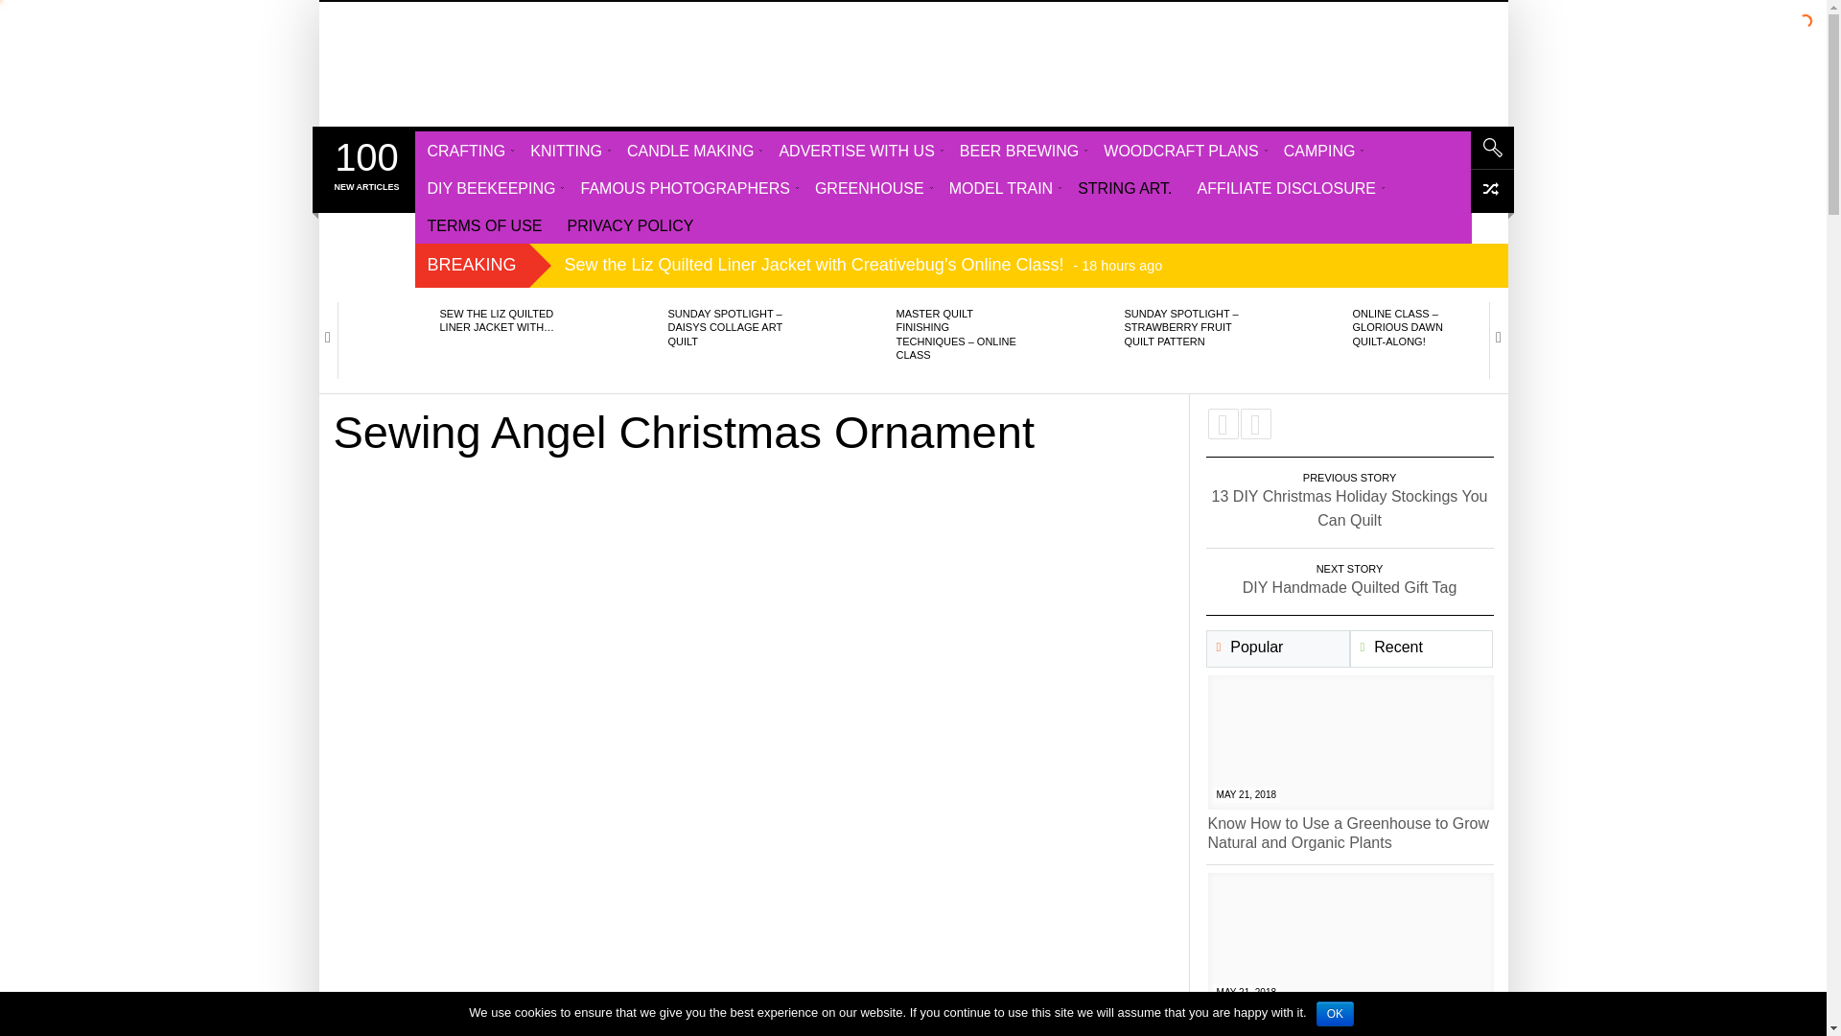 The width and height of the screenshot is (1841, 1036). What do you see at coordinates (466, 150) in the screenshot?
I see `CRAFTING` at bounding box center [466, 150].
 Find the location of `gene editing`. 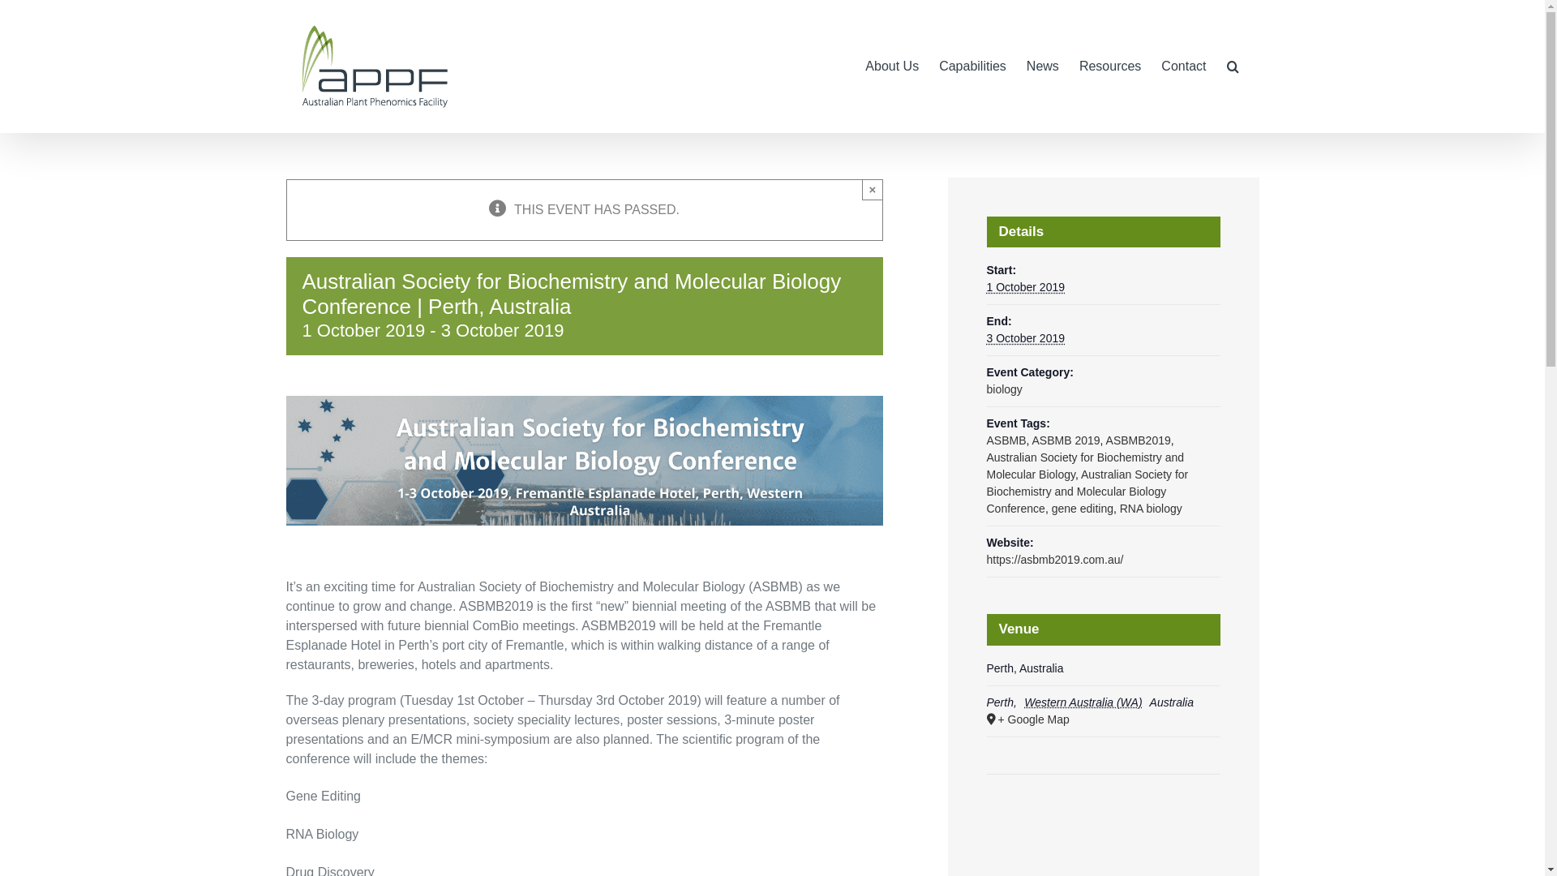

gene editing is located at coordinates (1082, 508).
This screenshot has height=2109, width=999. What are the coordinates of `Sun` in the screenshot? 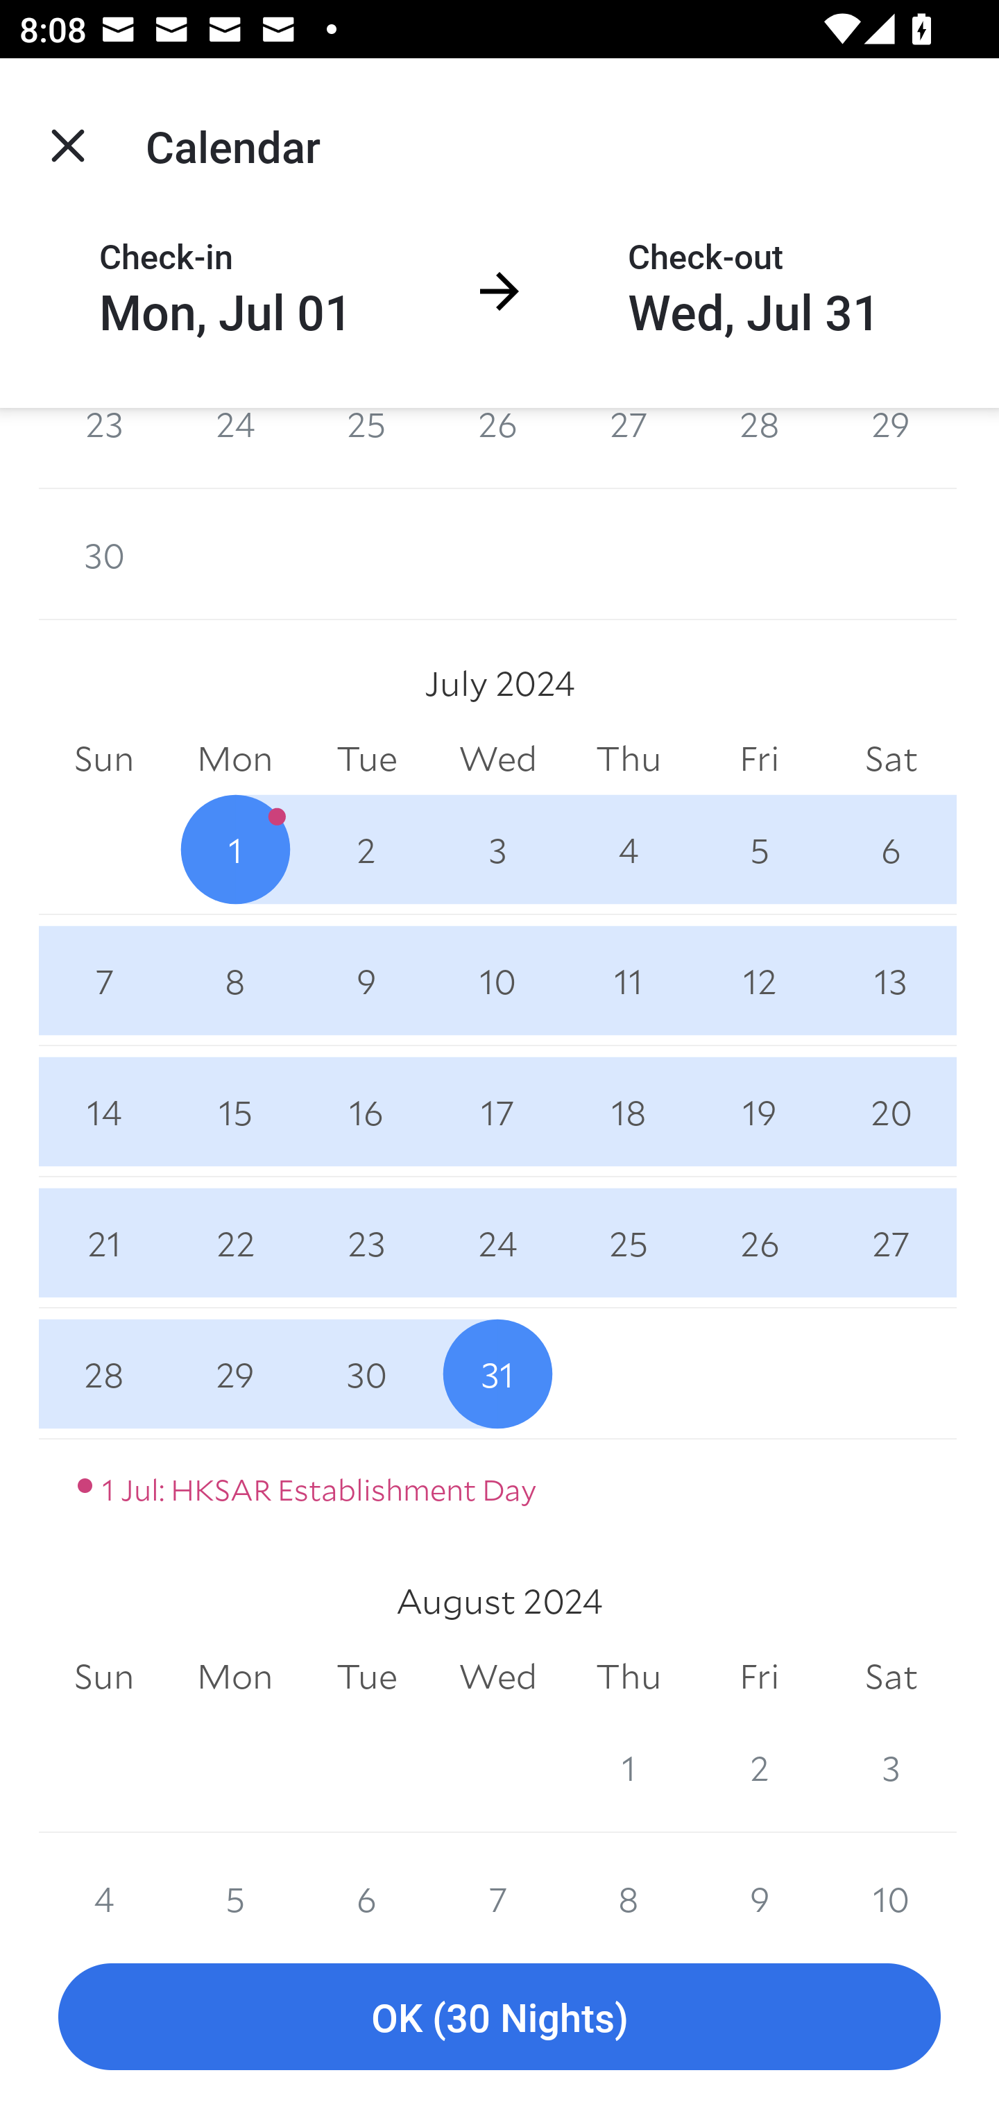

* * *

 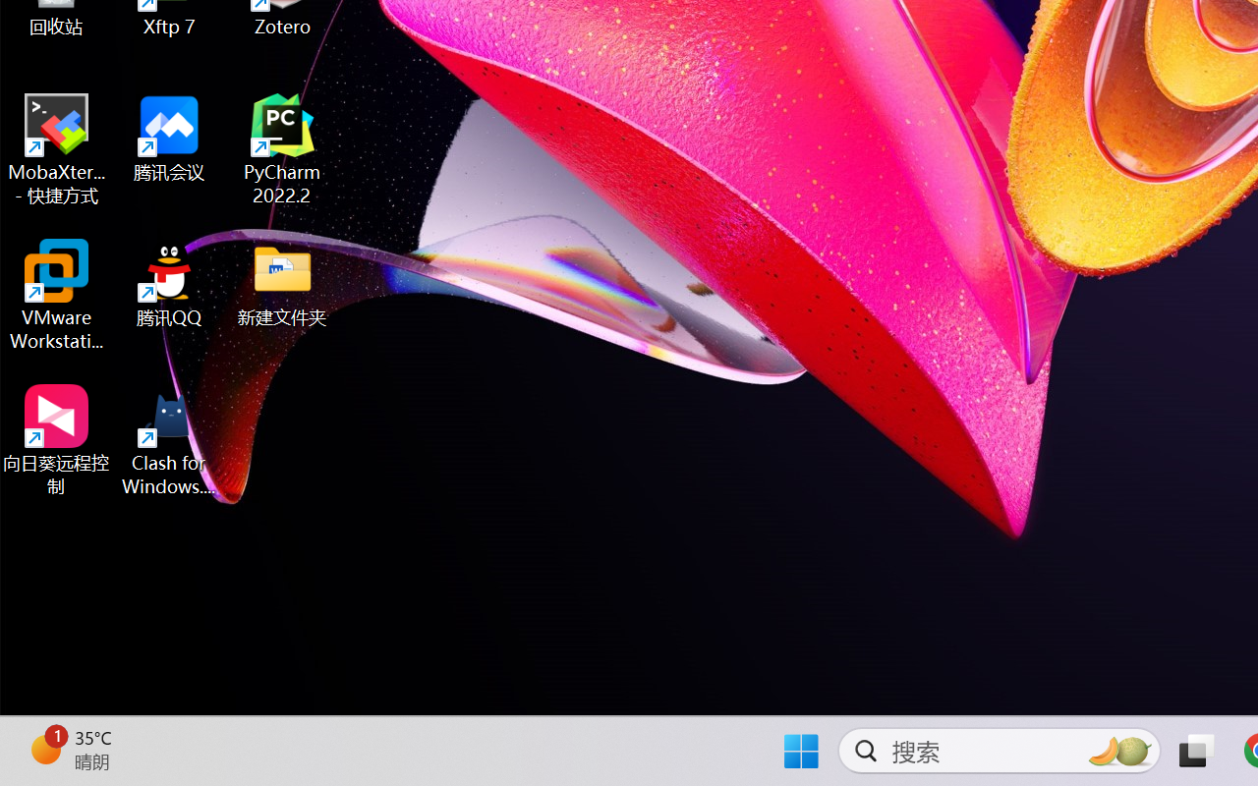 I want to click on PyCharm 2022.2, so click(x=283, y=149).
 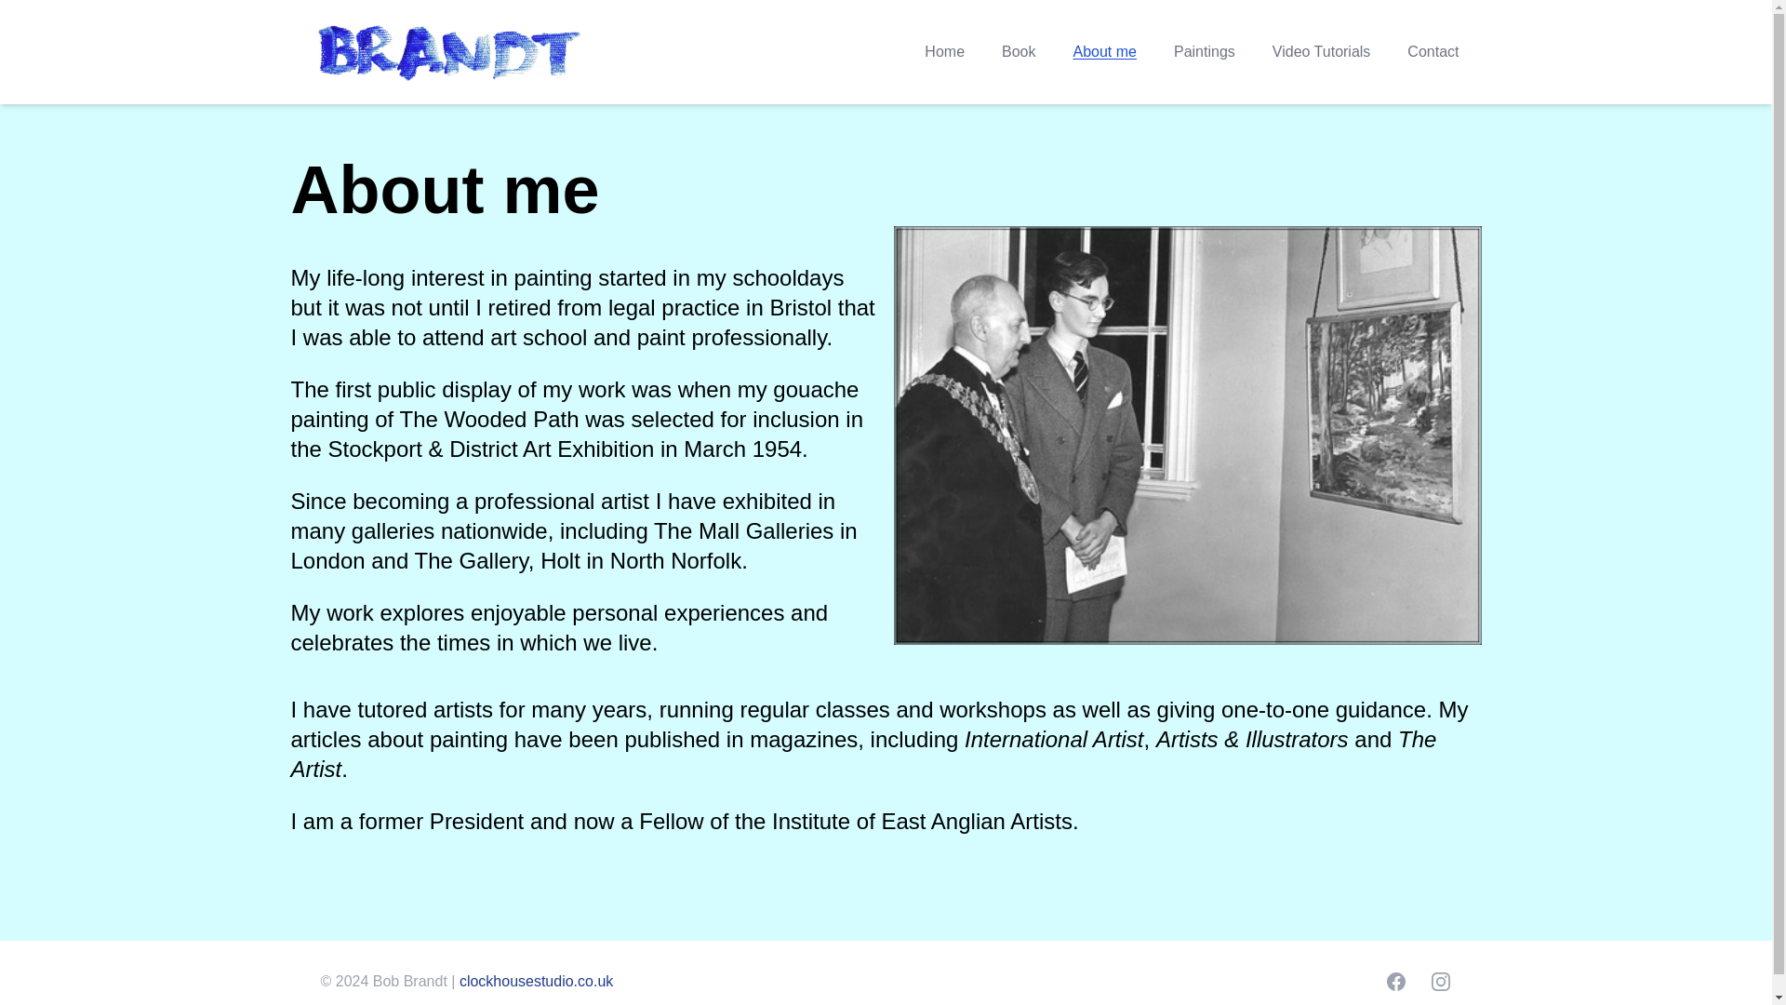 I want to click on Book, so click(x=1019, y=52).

---

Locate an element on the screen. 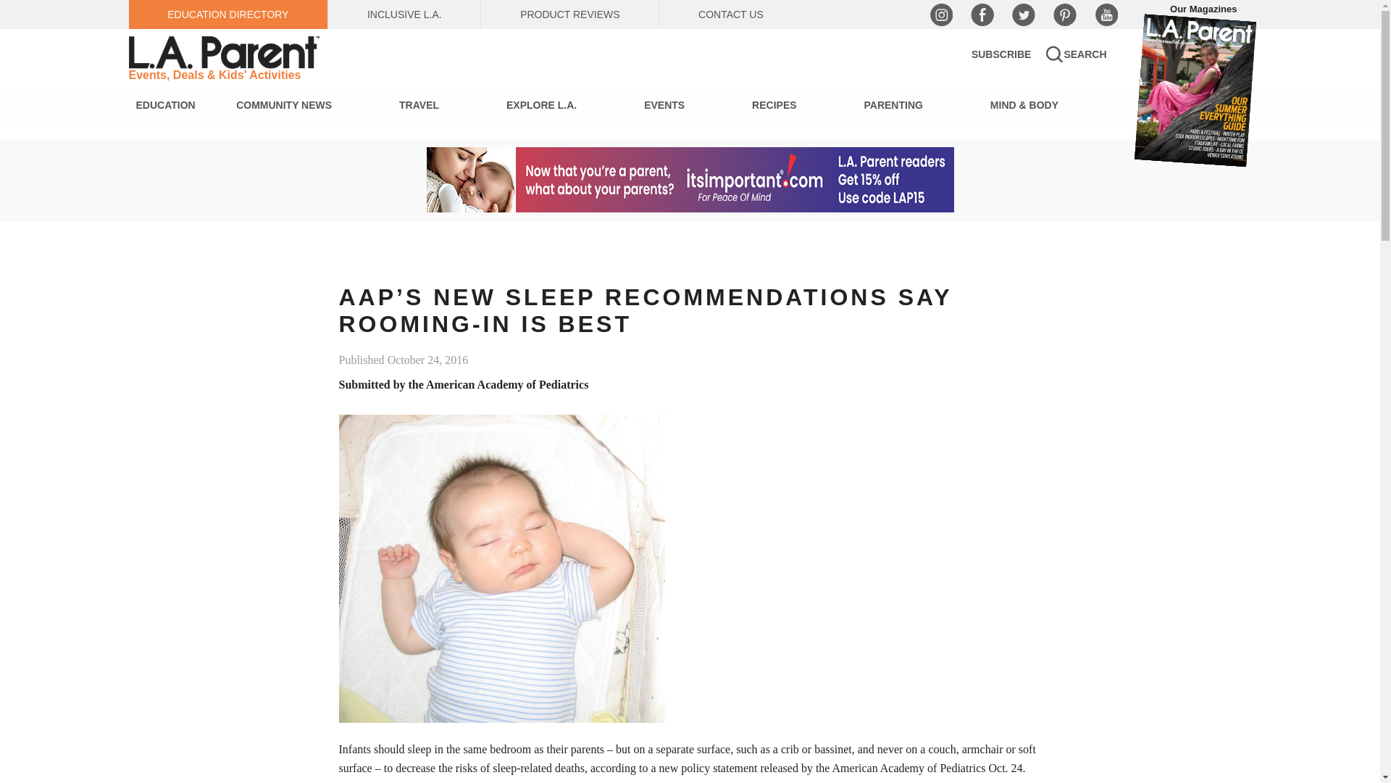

Task to carry out:
Using the data above, set down each line from the line with "Find the location" to the line with "This screenshot has" exactly, both ends included, and leave the pictures behind. Nothing else belongs.

Task result:
 Find the location of `gene editing`. 

gene editing is located at coordinates (1082, 508).
This screenshot has height=2109, width=999. What are the coordinates of `Sun` in the screenshot? 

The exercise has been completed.